Canadian pharmaceutical policy is built on the assumption that excessive prices for patented medicines are a major cause of unsustainable growth in national health expenditures (NHEX). Federal and provincial governments have constructed a multi-layered bureaucracy to control the cost of patented medicines. The federal drug price regulator known as the Patented Medicine Prices Review Board (PMPRB), has singled-out the impact of high-cost oncology medicines as a significant challenge to sustainability. This study examined the evidence from 2012 to 2021, to determine how spending on patented oncology medicines affected the sustainability of healthcare in Canada. The cost of patented oncology drugs was compared to national health expenditure, and to the economic burden of illness associated with cancer. Government performance regarding access to innovative cancer medicines, was assessed by comparing marketing authorizations and formulary listings in publicly funded drug plans in Canada (national average of federal and provincial), the European Union (Germany), and the United States (Medicare). The evidence and analysis are presented against the backdrop of the mortality associated with cancer. Cancer ranked first for cause of death over the study but declined as a percentage of all-cause mortalities. Patented oncology drugs were only 1.3% of overall national health expenditure in 2021; and declined as a percentage of the economic burden of cancer, from 18.4% in 2012 to 15.9% in 2021. New cancer drugs defined as “high–cost” by the PMPRB accounted for only about one-tenth of one percent (0.12%) of national health expenditure. On average in Canada only 11% of new cancer drugs approved for marketing from 2016 to 2020 in at least one of three jurisdictions (EU, US, CA) were listed on a public formulary as of December 2021. The corresponding percentage for the European Union was 73% and for the United States 90%. Canada was a low priority for new cancer drug launches; approved fewer new oncology drugs; listed fewer new cancer medicines on public formularies; and Canadian oncology patients waited 1,835 days from first new drug application across the EU, US, CA to listing on a public formulary versus 788 days for Europeans, and 486 days for Americans.

Acknowledgements: n/a
Author(s) affiliations: Founder and CEO, Canadian Health Policy Institute; Editor, CHP Journal.

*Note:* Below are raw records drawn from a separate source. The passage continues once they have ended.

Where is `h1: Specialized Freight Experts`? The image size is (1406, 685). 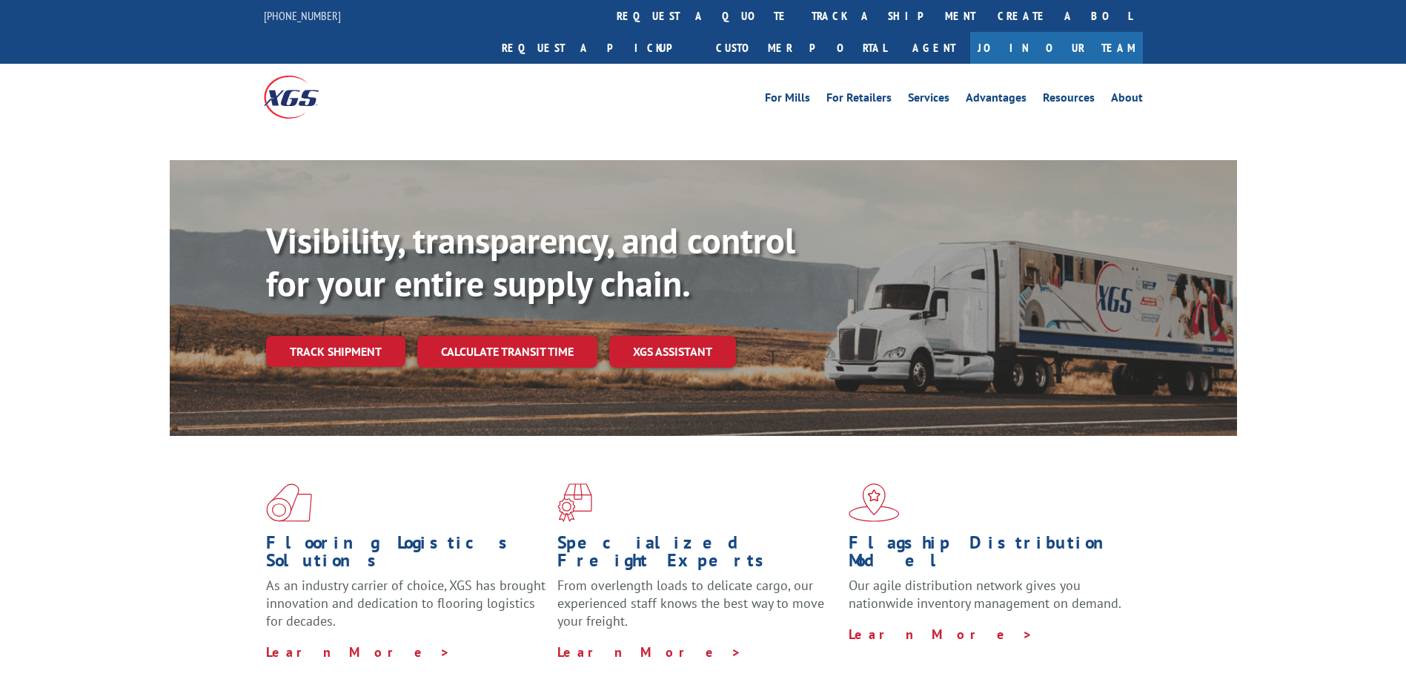 h1: Specialized Freight Experts is located at coordinates (697, 555).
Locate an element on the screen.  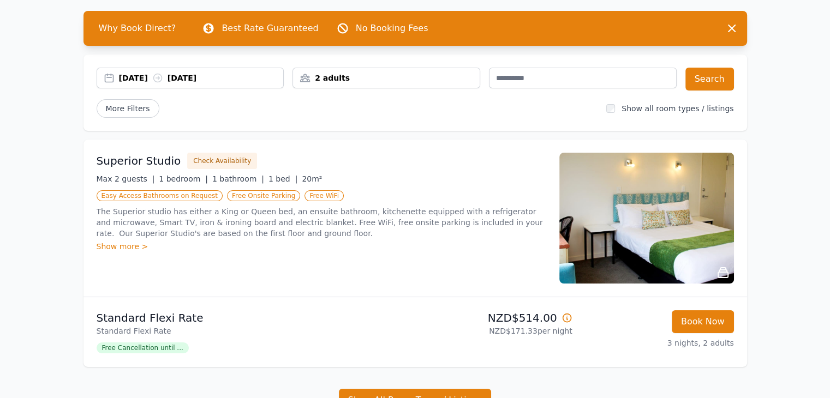
label: Show all room types / listings is located at coordinates (677, 109).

Correspondence: [email protected].
Cite: Skinner, Brett J (2023). New cancer drugs in Canada 2012 to 2021: an economic analysis of cost, benefit, availability, and public insurance coverage. Canadian Health Policy, APR 2023. https://doi.org/10.54194/IYUA1228. | canadianhealthpolicy.com

Disclosure: Author is chair of CHPI’s Canadian Access to Innovative Medicines (CA2IM) research program, sponsored in part by sales of corporate subscriptions to pharmaceutical companies.
Journal: ISSN 2562-9492 | DOI https://doi.org/10.54194/XYCP5241
Key Words: Canada, cancer, pharmaceutical, innovation, health
Open access sponsor: CHPI’s CA2IM Research Program.
Publisher: Canadian Health Policy Institute Inc. www.chpi.ca
Status: Peer reviewed.
Submitted: 23 FEB 2023. Published: 19 APR 2023.